Closed
Description
Specification
With the recent crypto update in #446, we have found that the JOSE library is not longer compatible, and not even with the webcrypto polyfill.
Since JOSE is easier to replace than x509, we have decided to remove JOSE entirely.
This affects several domains:
sigchain
- claims here are general JWS structures, with multiple signaturesidentities
- claims are being put on identity providers, but this was developed before we understood JOSE and JWS, these can now use specialised tokensnotifications
- using JWS to send "signed" messages, the encryption of these notification messages are reliant on P2P E2E encryption, but we don't store the messages as encrypted, they are stored unencrypted, but subsequently disk-encrypted, however we retain the signature of the messages as they are usefulsessions
- using JWS MAC authenticated tokens as a short-lived session token for authentication (remember you always exchange long-lived credentials for short-lived credentials)- Our tokens should be based on the Ed25519 RFC for JWS: https://www.rfc-editor.org/rfc/rfc8037#appendix-A.4
This is the relationship of JOSE to what we are doing:
Additional context
- Updating Crypto to use WebCrypto API and to replace RSA with ECC #446 (comment) - discussing the incompatibility
- Updating Crypto to use WebCrypto API and to replace RSA with ECC #446 (comment) - notes on JWS
- Updating Crypto to use WebCrypto API and to replace RSA with ECC #446 (comment) - notes on sigchain API renovation
- https://datatracker.ietf.org/doc/html/rfc7515 - JWS spec
- https://www.rfc-editor.org/rfc/rfc8037 - JWS with ed25519 spec
- https://sodium-friends.github.io/docs/docs/sha - in case we need to replace the SHA algo
Tasks
- Renaming
claims
totokens
, we will have a generic "Token" structure - Specialised tokens like
TokenClaim
orTokenSession
can then be used by various domains like sigchain, identities and notifications and sessions - Claims are now just a specific variant of the more general token.
- We store our domain types in the DB, but we can choose arbitrary "representations" of our tokens based on the JWS spec as compact, flattened or general representations.

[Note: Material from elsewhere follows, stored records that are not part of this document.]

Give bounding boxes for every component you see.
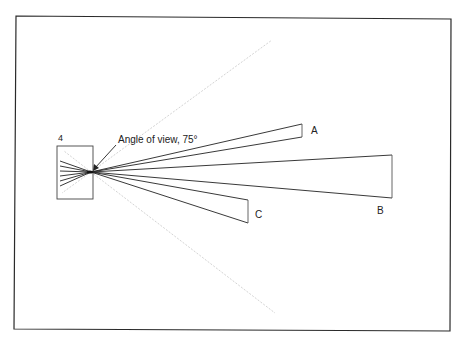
angle-of-view-label: Angle of view, 75°	[118, 134, 198, 145]
object-label-b: B	[377, 205, 384, 216]
ray-to-object-c	[91, 172, 248, 223]
rear-ray	[60, 172, 91, 181]
object-labels: ABC	[255, 125, 384, 220]
object-label-a: A	[311, 125, 318, 136]
view-boundary-upper	[91, 40, 272, 172]
ray-to-object-a	[91, 124, 302, 172]
view-boundary-lower-rear	[64, 151, 91, 172]
annotation-arrow	[95, 145, 116, 168]
rear-rays	[60, 161, 91, 186]
ray-to-object-c	[91, 172, 248, 200]
ray-to-object-b	[91, 155, 392, 172]
focal-point	[87, 170, 93, 173]
view-boundary-lower	[91, 172, 275, 313]
ray-to-object-b	[91, 172, 392, 198]
film-box-label: 4	[58, 133, 63, 143]
angle-of-view-diagram: 4 ABC Angle of view, 75°	[0, 0, 464, 341]
object-label-c: C	[255, 209, 262, 220]
objects	[248, 124, 392, 223]
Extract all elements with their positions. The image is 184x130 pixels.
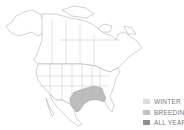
winter-swatch xyxy=(143,99,150,104)
breeding-swatch xyxy=(143,110,150,115)
legend-label: BREEDING xyxy=(154,109,184,116)
legend-item-winter: WINTER xyxy=(143,97,184,106)
legend: WINTER BREEDING ALL YEAR xyxy=(143,97,184,129)
all-year-swatch xyxy=(143,120,150,125)
legend-label: WINTER xyxy=(154,98,181,105)
legend-item-breeding: BREEDING xyxy=(143,108,184,117)
legend-item-all-year: ALL YEAR xyxy=(143,118,184,127)
canada xyxy=(34,14,142,72)
legend-label: ALL YEAR xyxy=(154,119,184,126)
alaska xyxy=(6,10,44,36)
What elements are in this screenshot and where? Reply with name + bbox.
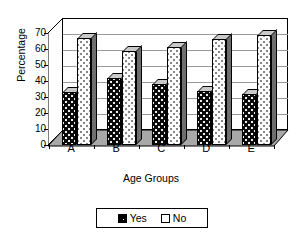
- x-tick-mark: [229, 145, 230, 149]
- filled-dark-swatch: [118, 214, 127, 223]
- y-tick-label: 10: [24, 124, 46, 134]
- chart-legend: YesNo: [96, 208, 208, 228]
- legend-item-yes: Yes: [118, 213, 147, 224]
- y-tick-mark: [44, 113, 48, 114]
- bar-front-face: [152, 84, 166, 145]
- bar-front-face: [197, 91, 211, 145]
- y-tick-mark: [44, 65, 48, 66]
- bar-front-face: [122, 51, 136, 145]
- y-tick-label: 30: [24, 92, 46, 102]
- x-tick-mark: [274, 145, 275, 149]
- bar-front-face: [62, 92, 76, 145]
- y-tick-label: 70: [24, 28, 46, 38]
- y-axis-tick-labels: 010203040506070: [22, 0, 46, 160]
- y-tick-mark: [44, 33, 48, 34]
- bar-front-face: [77, 38, 91, 145]
- bar-front-face: [242, 94, 256, 145]
- y-tick-label: 60: [24, 44, 46, 54]
- bar-e-no: [257, 35, 271, 145]
- empty-light-swatch: [161, 214, 170, 223]
- bar-side-face: [91, 32, 97, 145]
- y-tick-label: 40: [24, 76, 46, 86]
- y-tick-label: 50: [24, 60, 46, 70]
- y-tick-mark: [44, 97, 48, 98]
- bar-d-no: [212, 39, 226, 145]
- x-tick-mark: [49, 145, 50, 149]
- bar-b-yes: [107, 78, 121, 145]
- x-tick-mark: [184, 145, 185, 149]
- y-tick-mark: [44, 81, 48, 82]
- x-tick-mark: [94, 145, 95, 149]
- bar-a-yes: [62, 92, 76, 145]
- bar-side-face: [136, 45, 142, 145]
- bar-d-yes: [197, 91, 211, 145]
- bar-b-no: [122, 51, 136, 145]
- plot-area: [48, 18, 288, 138]
- bar-chart: Percentage 010203040506070 ABCDE Age Gro…: [0, 0, 302, 240]
- y-tick-mark: [44, 49, 48, 50]
- bar-front-face: [167, 47, 181, 145]
- x-axis-title: Age Groups: [0, 172, 302, 184]
- bar-side-face: [271, 29, 277, 145]
- bar-front-face: [212, 39, 226, 145]
- bar-side-face: [226, 33, 232, 145]
- bar-e-yes: [242, 94, 256, 145]
- bar-front-face: [257, 35, 271, 145]
- bar-a-no: [77, 38, 91, 145]
- legend-item-no: No: [161, 213, 186, 224]
- y-tick-label: 20: [24, 108, 46, 118]
- bar-c-yes: [152, 84, 166, 145]
- y-tick-label: 0: [24, 140, 46, 150]
- bar-c-no: [167, 47, 181, 145]
- bar-side-face: [181, 41, 187, 145]
- legend-label: No: [173, 213, 186, 224]
- bar-front-face: [107, 78, 121, 145]
- x-tick-mark: [139, 145, 140, 149]
- legend-label: Yes: [130, 213, 147, 224]
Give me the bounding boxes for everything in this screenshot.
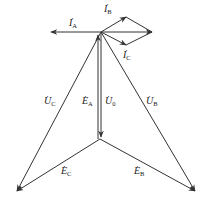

Although if we have multiple signatures, compact and flattened representations may not really make any sense.
- The sigchain, notifications, sessions and identities will be going through some renovation of their API in accordance with the latest ways of doing things.
- At the same time, record all the "reactive" points where property subscription could be useful, so this can be done in a subsequent issue.